More than half of all patients in English hospitals with COVID-19 are being treated primarily for something else, new figures show.
The latest statistics show a growing proportion of patients who are in hospital “with” COVID-19 rather than “for” COVID-19.
This is the highest proportion since these figures were first published in June 2021, and is up from 26 percent at the start of December 2021.
A total of 501 patients in all hospitals in England were in mechanical ventilation beds on Jan. 25, compared with 773 at the start of December—and well below the 3,736 recorded at the peak of the second wave on Jan. 24, 2021.
All hospital patients who have tested positive for COVID-19 need to be treated separately from those who do not have the virus, regardless of whether they are in hospital primarily for COVID or not.

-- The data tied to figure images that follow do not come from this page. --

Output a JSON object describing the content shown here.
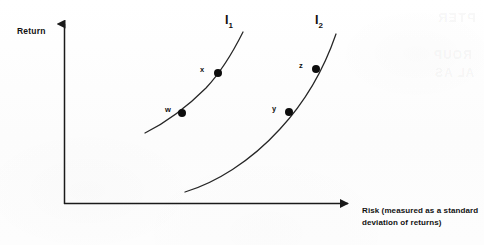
{
  "figure": {
    "background_color": "#fdfdfd",
    "ink_color": "#111111",
    "axis_color": "#1a1a1a"
  },
  "axes": {
    "y_title": "Return",
    "x_title": "Risk (measured as a standard deviation of returns)",
    "x_title_line_1": "Risk (measured as a standard",
    "x_title_line_2": "deviation of returns)",
    "origin": {
      "x": 64,
      "y": 204
    },
    "y_axis_top": {
      "x": 64,
      "y": 15
    },
    "x_axis_right": {
      "x": 357,
      "y": 204
    }
  },
  "curves": [
    {
      "id": "I1",
      "label": "I",
      "subscript": "1",
      "label_position": {
        "x": 225,
        "y": 13
      },
      "path": "M145,133 C163,124 186,108 206,88 C222,71 234,50 243,32",
      "points": [
        {
          "id": "W",
          "label": "w",
          "x": 182,
          "y": 113,
          "label_x": 165,
          "label_y": 105
        },
        {
          "id": "X",
          "label": "x",
          "x": 218,
          "y": 73,
          "label_x": 200,
          "label_y": 65
        }
      ]
    },
    {
      "id": "I2",
      "label": "I",
      "subscript": "2",
      "label_position": {
        "x": 315,
        "y": 13
      },
      "path": "M185,192 C215,183 250,162 280,129 C306,101 325,66 336,34",
      "points": [
        {
          "id": "Y",
          "label": "y",
          "x": 289,
          "y": 112,
          "label_x": 272,
          "label_y": 104
        },
        {
          "id": "Z",
          "label": "z",
          "x": 316,
          "y": 69,
          "label_x": 299,
          "label_y": 61
        }
      ]
    }
  ],
  "chart_data": {
    "type": "line",
    "title": "",
    "xlabel": "Risk (measured as a standard deviation of returns)",
    "ylabel": "Return",
    "grid": false,
    "legend": "none",
    "axis_arrows": true,
    "series": [
      {
        "name": "I1",
        "labeled_points": [
          {
            "label": "w",
            "x": 182,
            "y": 113
          },
          {
            "label": "x",
            "x": 218,
            "y": 73
          }
        ]
      },
      {
        "name": "I2",
        "labeled_points": [
          {
            "label": "y",
            "x": 289,
            "y": 112
          },
          {
            "label": "z",
            "x": 316,
            "y": 69
          }
        ]
      }
    ]
  },
  "ghost_text": {
    "line_1": "PTER",
    "line_2": "ROUP",
    "line_3": "AL AS"
  }
}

He said on Jan. 19 that an estimated 40 percent of the people with COVID-19 in hospital are “incidental” cases, meaning they were admitted to hospital “not because they’ve got COVID, but they happen to have COVID.”
“That’s almost double the percentage that we saw with Delta, and that’s important because the deaths that are being reported of people who were COVID-positive within 28 days of passing away, many of those people would not have necessarily died of COVID,” said Javid.
He said that official data are prone to be overinterpreted as it did not distinguish between people who are hospitalised for COVID-19-related illnesses and those who receive medical care for other reasons but then test positive.
Even before the Omicron variant was detected in November 2021, British experts called the reliability of COVID-19 data into question.
When transmission is high, lots of people who test positive for COVID-19 will have actually died from other causes, he told the Science and Technology Committee of the House of Commons.